Abrasives |
Abrasives are minerals which are used for polishing or roughening surfaces. They are used to give a finished texture to the work piece by making it shine through polishing or giving it a matte finish through rubbing as in satin. Abrasives are widely used in various purposes like in domestic, technological or industrial applications which include grinding, polishing, buffing, drilling, sharpening, cutting, lapping, sanding, honing etc.
Abrasive Minerals
Abrasives can be either natural or synthetic. Abrasives are generally hard minerals or synthetic stones which cannot be called minerals as they do not arise naturally, but are physically or chemically identical. For example a hard abrasive is diamond, whereas calcium carbonate is a softer abrasive. Abrasives that occur naturally are diamond dust, calcite, novaculite, emery, rouge, sand, pumice dust etc. The synthetic stones that are abrasives are ceramic, ceramic iron oxide, ceramic aluminum oxide, dry ice, glass powder, borazon, steel abrasive, silicon carbide, zircon alumina.
Manufactured Abrasives
Natural and synthetic abrasives come in different shapes which are shaped for various purposes. Abrasives generally come as bonded or coated which includes blocks, belts, discs, wheels, rods , sheets , loose grains etc.
Bonded abrasive
A matrix which contains an abrasive material is generally a bonded abrasive.
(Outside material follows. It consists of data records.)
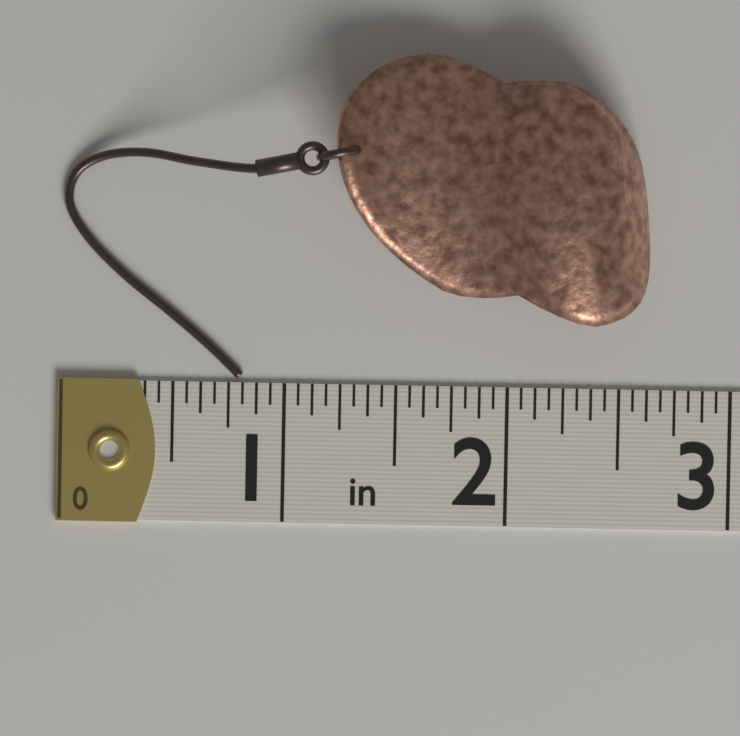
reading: 2.6250 in
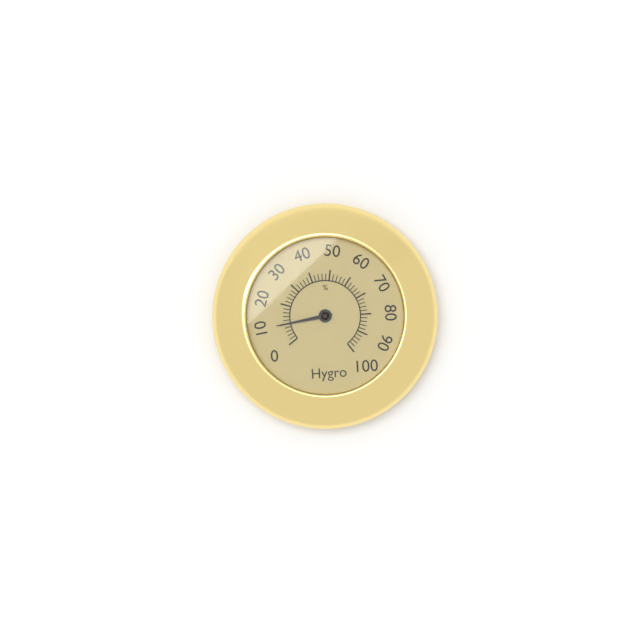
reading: 10 %
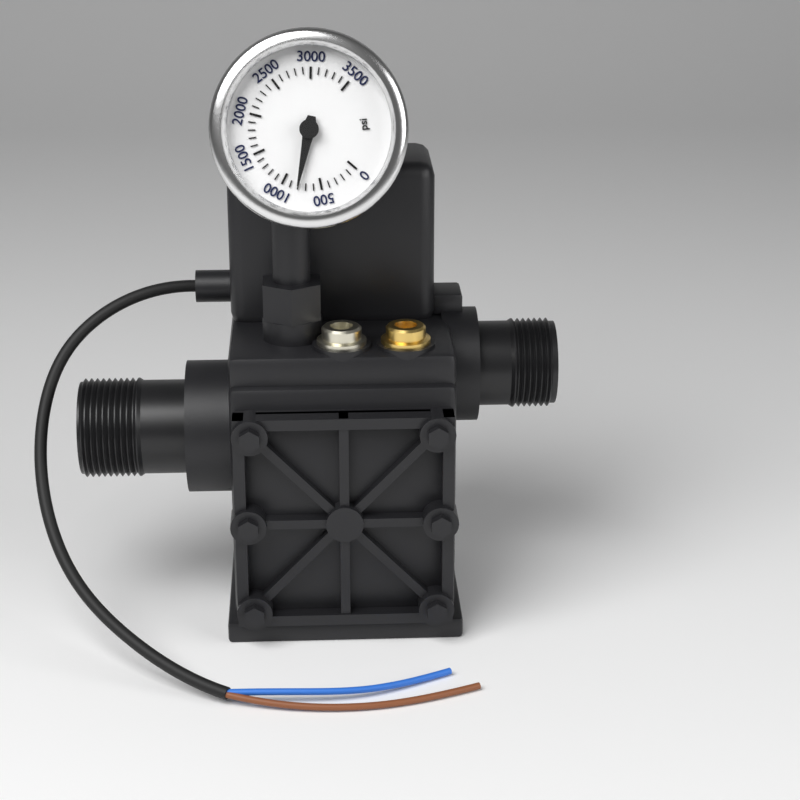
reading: 800 psi
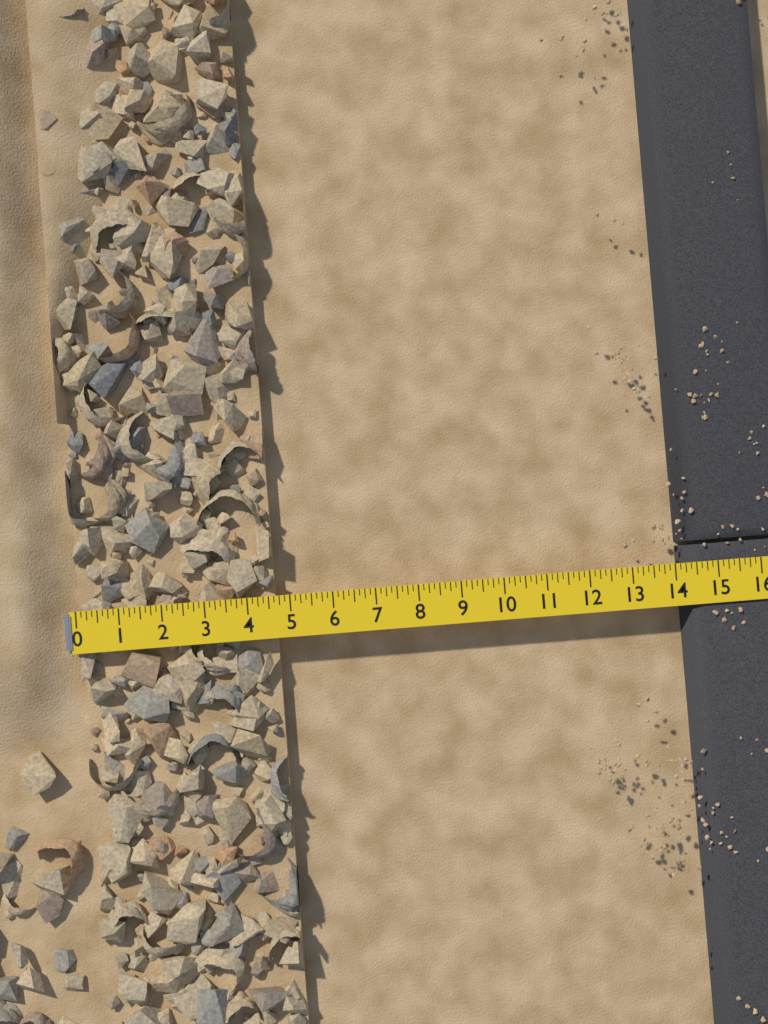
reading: 4.625 (no unit)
Generally the binder is the matrix and it can be clay, glass, resin or rubber. The blocks, sticks or wheels are nothing but the typical shapes given to the mixture of binder and the abrasive. Aluminum oxide is the most usual abrasive. Others are silicon carbide, tungsten carbide and garnet. Generally truing and dressing is done with the bonded abrasives that include activities like cleaning the surface and exposing fresh grit. For example aluminum oxide is used to dress a grinding wheel. Restoring the abrasive to its original surface shape is truing. Generally it is done in wheels and stone that tend to wear unevenly.
Coated abrasives
An abrasive fixed to the backing material is coated abrasive like in a paper, cloth, rubber, metal, polyester which are flexible. A very common coated abrasive is sand paper. The same minerals that are used in bonded abrasives are coated abrasives. To provide a flat surface to the backing a bonding agent is applied. Coated abrasives are the striking surface of the matchbox, closed loops used on belt grinders, on diamond plates and diamond steels etc.
Other abrasives and their uses
To sharpen a knife we generally use a bonded abrasive grind wheel. A brass mirror can be cut with a bonded abrasive and its flattened surface shaped with the coated abrasive.
We can get a lot of information about abrasives through internet. If we are interested in buying the abrasives we can contact the manufacturer online too.